Jon and Ben turned to her. They were ready to breathe fire after that speech. She realized she’d had more than a few orgasms with them. She had a connection. Looking at them both, suddenly everything was clear.
They let her lead them in. They supported her in her mission. And they were willing to fight beside her.
She didn’t have to push everyone away anymore. She could pull these two toward her heart.
“This freak has two hot military men who can do more in bed with their little fingers than you could do with the pinkie between your legs.”
Paisley smiled at Jon and saw his eyes light up.
Bzzzzt.
Ralph Winters’s hologram turned around, and suddenly there was another person getting the low down on Paisley’s sex life. “You idiot. Stop being worried about the slut you used to be married to. Someone has damaged the projection receptor.”
Sure enough, the magistrate was no longer able to hype up the crowd. Some of the insanity he was stoking had resulted in a bottle hitting his receptor.
“I’ll reset it.” Darius jumped to the ground and tapped a series of buttons.
The magistrate flickered as the device rebooted. A quick off and on was still the most effective fix for tech. Go figure.
Back on his high horse, the magistrate began shouting to anyone he could get to listen for thirty seconds or more. “They’re messing with the feed. You have to take control. If the military won’t stop them, you have to.”
Paisley saw two things in the span of a half second. One, there was a com-link set up on the desk next to the projector. Two, that same fearless reporter she’d seen earlier was dragging her cameraman into the midst of everything.
The news team had their shirts over their nose and mouth to avoid any possible smoke, but they were headed straight for the projector. Without even thinking, Paisley grabbed the com-link and goggles and jumped feet first into the green glow of the projector’s ring.
Paisley had something to say, but suddenly when she stepped into the projector, it wasn’t her usual vulgar language. She hoped this time people might actually listen. She put the goggles over her eyes to get a better view of what was around her projection.

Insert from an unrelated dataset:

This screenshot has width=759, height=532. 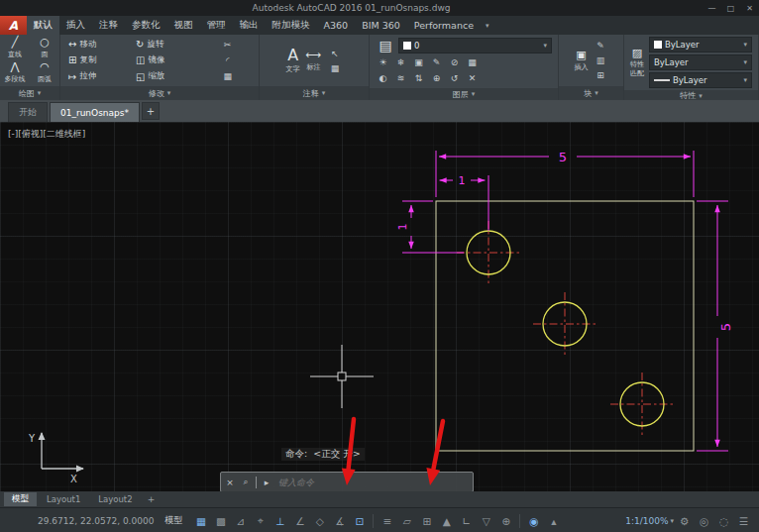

The virtual reality around her made her stomach turn as her brain tried to reconcile two realities simultaneously. The office and the grounds in front of the City County Building blended together. Layers pressed into each other and she had to let her eyes lose focus to pull the pictures into a solid image.
When she flipped the switch and merged her image transmission with the magistrate’s, his image spun around to face hers.
His shock was eradicated with his rage. “Sluts have no place here. You should get back on your knees where you belong, and away from things you don’t understand.”
“Care to repeat that for our viewers?”
The reporter’s voice was muffled, through the fabric she had around her face, but the magistrate definitely didn’t miss the little red light blinking on the camera.
“You need to tell people to get down here. We need all the help we can get to take back control from these machines!”
Politicians were great at pretending they didn’t fuck up, but Paisley hoped the public would see the hate in his eyes instead of their own misguided fears this time. She had to hope.
The noise behind her made her turn for a moment. Letting her eyes unfocus, she could see the noise was coming from inside the office.
Darius was trying to move the feed source. He was trying to shut her up. Normally two specially trained agents would have been able to dispatch him quickly, but both her men had mechanics and the stun baton in Darius’s hand arced high with blue electricity and kept them at bay. With how bright the sizzles of blue were, he had that thing way past stun and on to a total malfunction setting.